Herman - Aw. How nice they let someone draw a strip while having the D.T.'s.

Zits - I know some people like it, but I have yet to see why. For some reason it reminds me of that 80s SNL sketch “The Whiners”.

Wizard of Id, B.C., Garfield, Frank and Ernest, Hagar, and most everything else I see in the paper should go because they have been on auto-pilot for so long it wouldn’t matter now anyway.

Boondocks I like, Born Loser I can’t hate for some reason. Dilbert is on life support. Peanuts can stay because I like the reruns (Hell, they’ve apparently been running reruns of Henry for 20 years, at least Peanuts was good). I didn’t know Tumbleweeds was still around, but I still like the art, even though that website in the link was painfully unfunny as were the recent strips I looked at.

I think it’s because a lot of people my age identify with it, it reflects the feelings, words and actions that happen to most teenagers. I find it funny, because the humor is set for someone with my perspective, just like Dilbert is probably more funny to those who are in jobs like Dilberts. It’s a demographic thing.

Very astute point, Aslan2. Zits rocks - Jeremy is my younger brother.

Gasoline Alley used to be considered remarkable because it was a comic strip that allowed its characters to grow and age and change. But the world in which they live their lives does not grow or age or change. It’s like the whole town is stuck in the 1940s. How many modern, real-life proles or hillbillies are anything like Joel and Rufus and Melba?

Of course, I have not seen Gasoline Alley in years. That’s just what I remember. I don’t even know if the strip is still around. My local papers don’t carry it.

My brother collects Garfield books, and I’ve read through a few of them.

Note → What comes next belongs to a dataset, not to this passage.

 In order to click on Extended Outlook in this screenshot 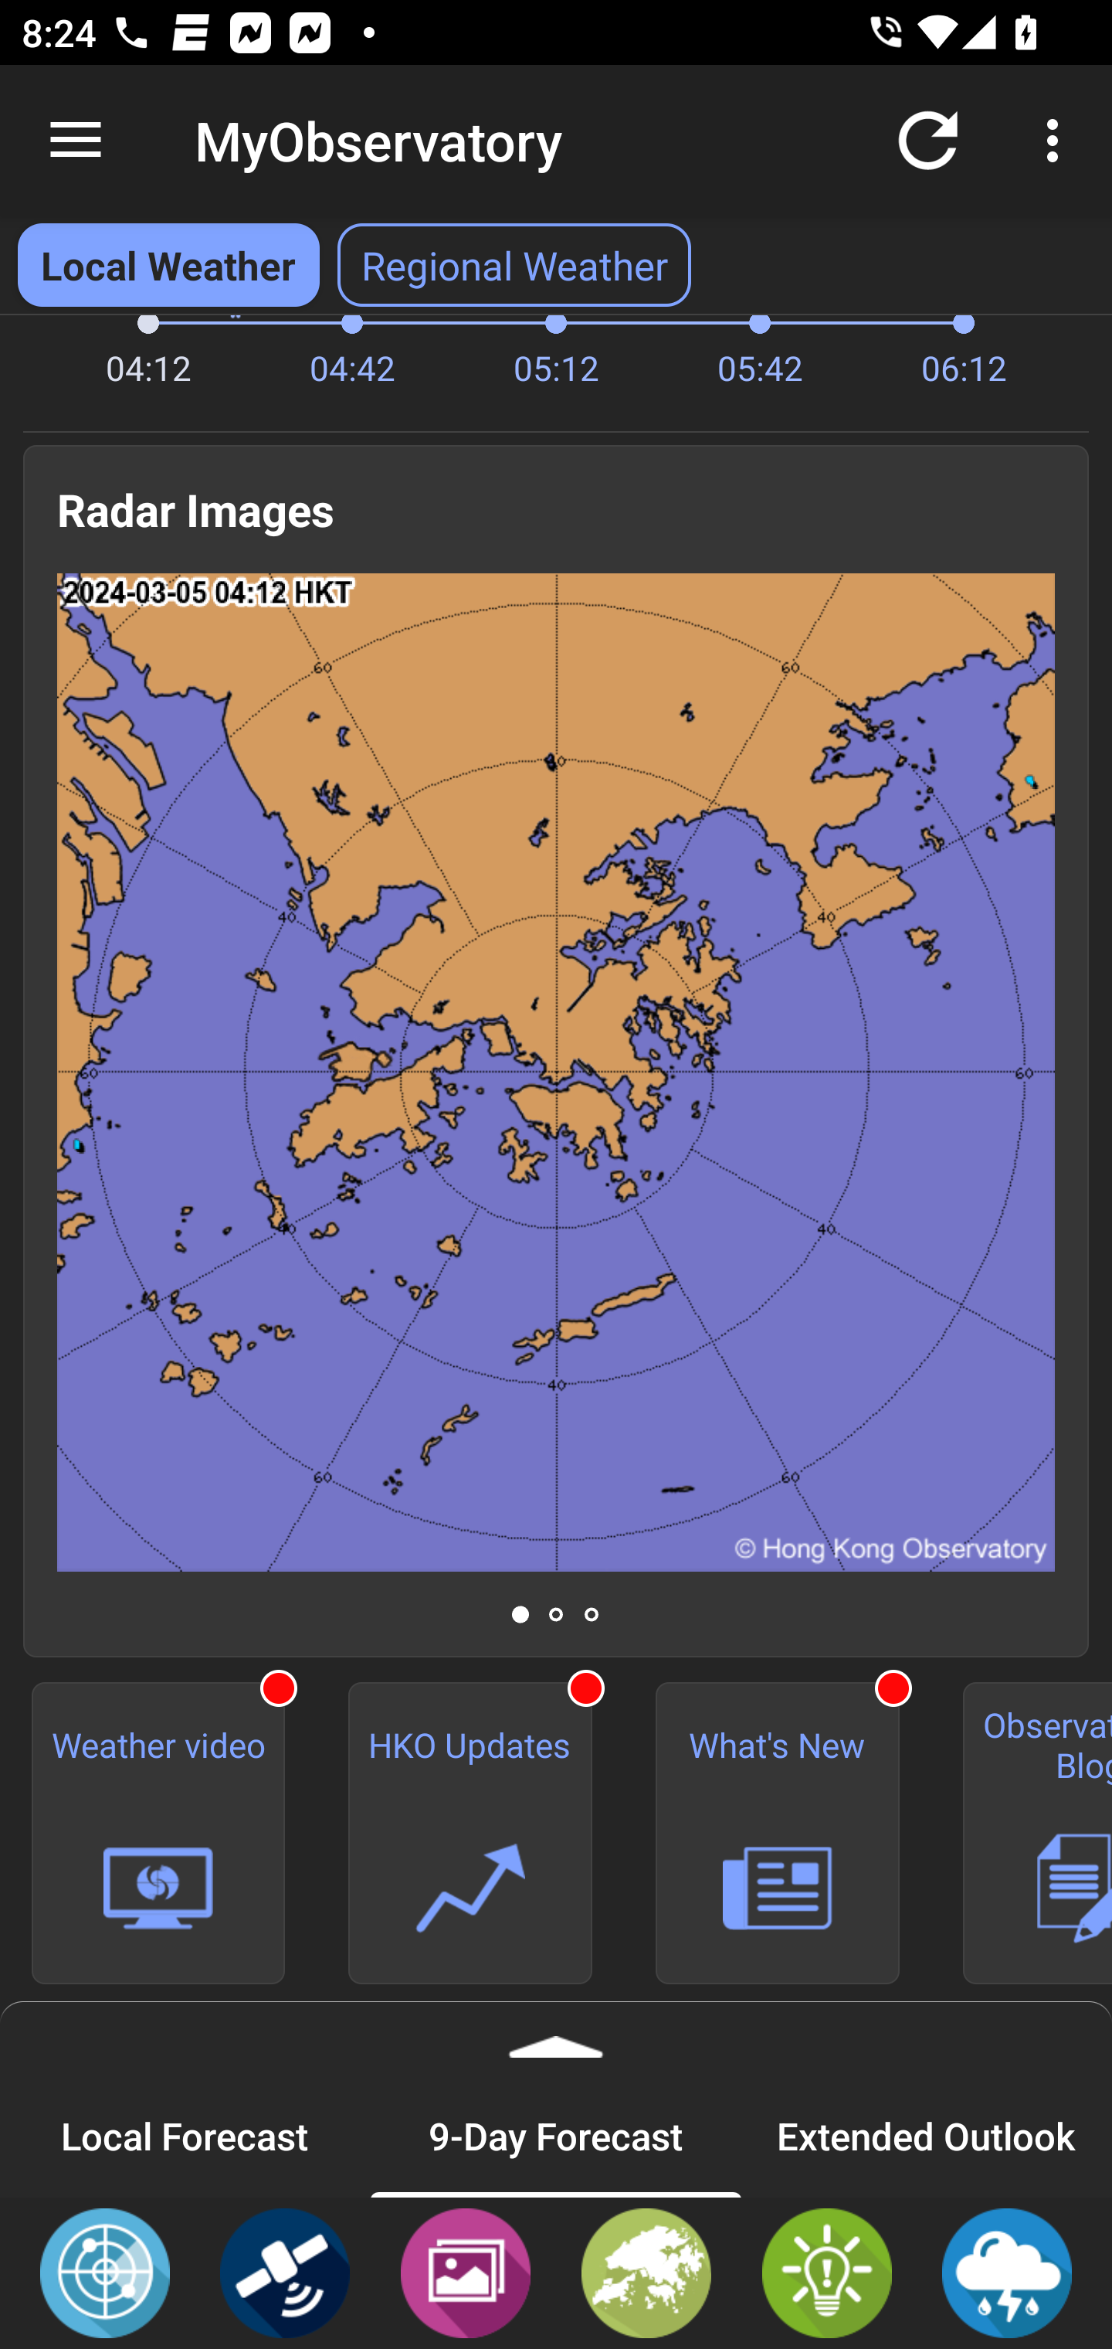, I will do `click(927, 2134)`.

Jim Davis has actually used the same joke more than once. The one I remember in particular was about Garfield having a cold, and he points up to the little bubble and says something like, “Look, eben my thoughts are stubbed up!” or something stupid like that.

The Saturday morning cartoon was funny, but the comic strip no longer is, if it ever was. Please put that stupid 26-year-old cat to bed.

According to my ArcaMax “The Human Factor - Living Today for You” newsletter of today, this is what Garfield and Jim Davis are about:

I like Garfield, but it has perhaps grown a bit old.

F_X

Perhaps? Ya think?

A lot of worthy choices, but one has been overlooked. It appears in the crappy Parade magazine tucked in with many Sunday papers. I refer of course to “Howard Huge” and it’s neighbored untitled comics. These comics go beyond not being funny into an area whereby they actually make me angry simply because they exist.

Even though I rarely read a Sunday paper anymore, I know those single panel assaults are out there, lading the world with a karmic debt such as all our collective goodness can never hope to repay.